ASTRO ch 18
If a star is 20 parsecs away, its parallax must be:
1/20th of an arcsecond
A light curve for a star measures how its brightness changes with
Time
The apparent brightness of stars in general tells us nothing about their distances; we cannot assume that the dimmer stars are farther away. In order for the apparent brightness of a star to be a good indicator of its distance, all the stars would have to be:
at the same distance
Why did it take astronomers until 1838 to measure the parallax of the stars?

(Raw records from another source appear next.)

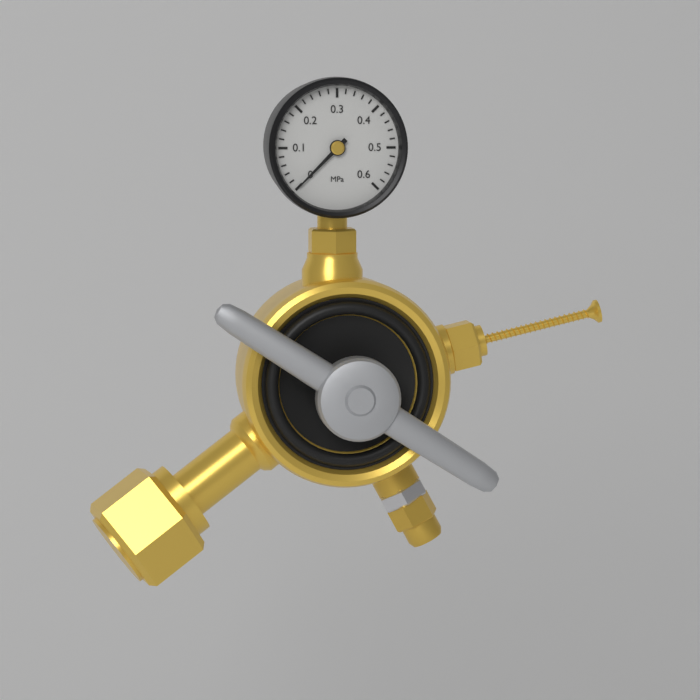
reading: 0.00 MPa
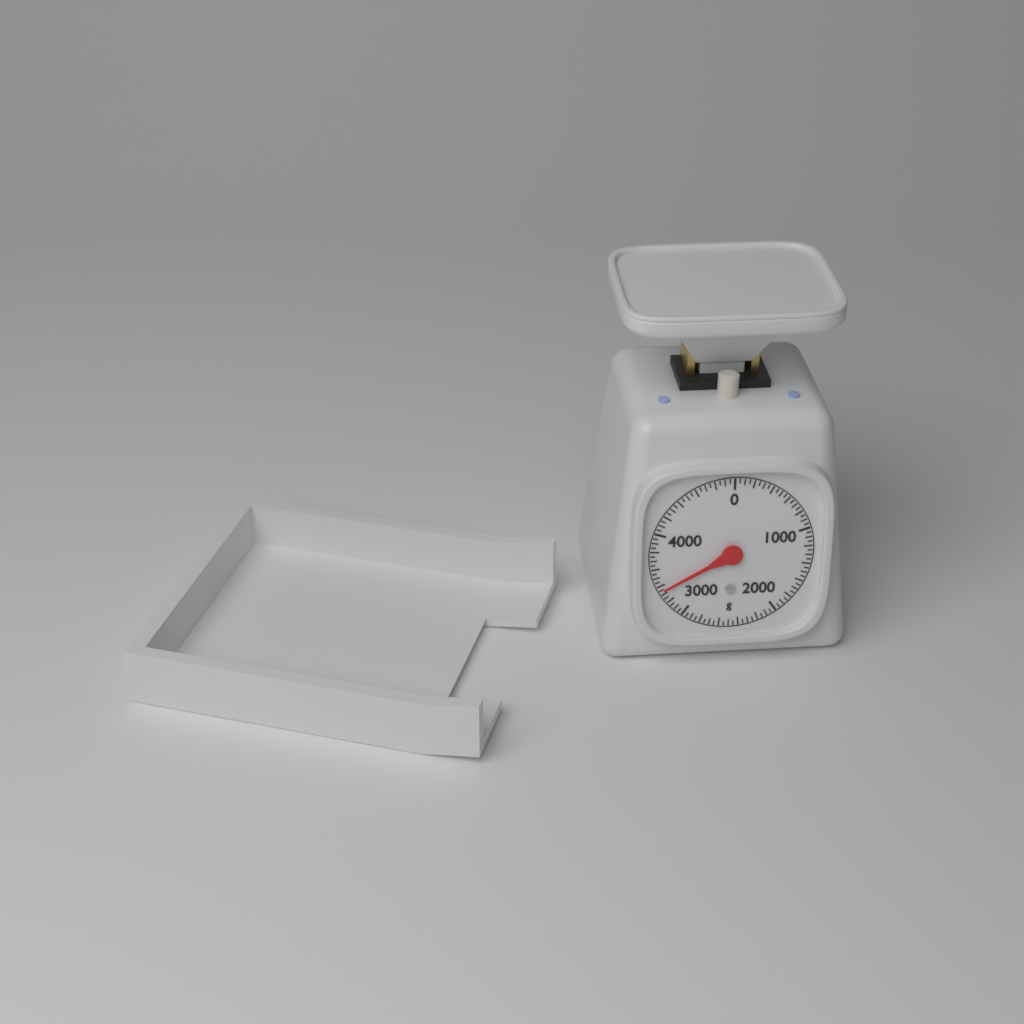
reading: 3350 g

because the stars are so far away that their annual shift of position in the sky is too small to see without a good telescope
Today, astronomers can measure distances directly to worlds like Venus, Mars, the Moon, or the satellites of Jupiter by
bouncing radar beams off them
If an astronomer wants to find the distance to a star that is not variable and is located too far away for parallax measurements, she can:
find the star's luminosity class from its spectrum and read the luminosity from an H-R diagram
As astronomers use the term, the parallax of a star is
one-half the angle that a star shifts when seen from opposite sides of the Earth's orbit
A type of star that has turned out to be extremely useful for measuring distances is
the Cepheid variables
The higher the luminosity (intrinsic brightness) a Cepheid variable is,
the longer the period of its variations
What is the baseline that astronomers use to measure the parallax (the distance) of the nearest stars?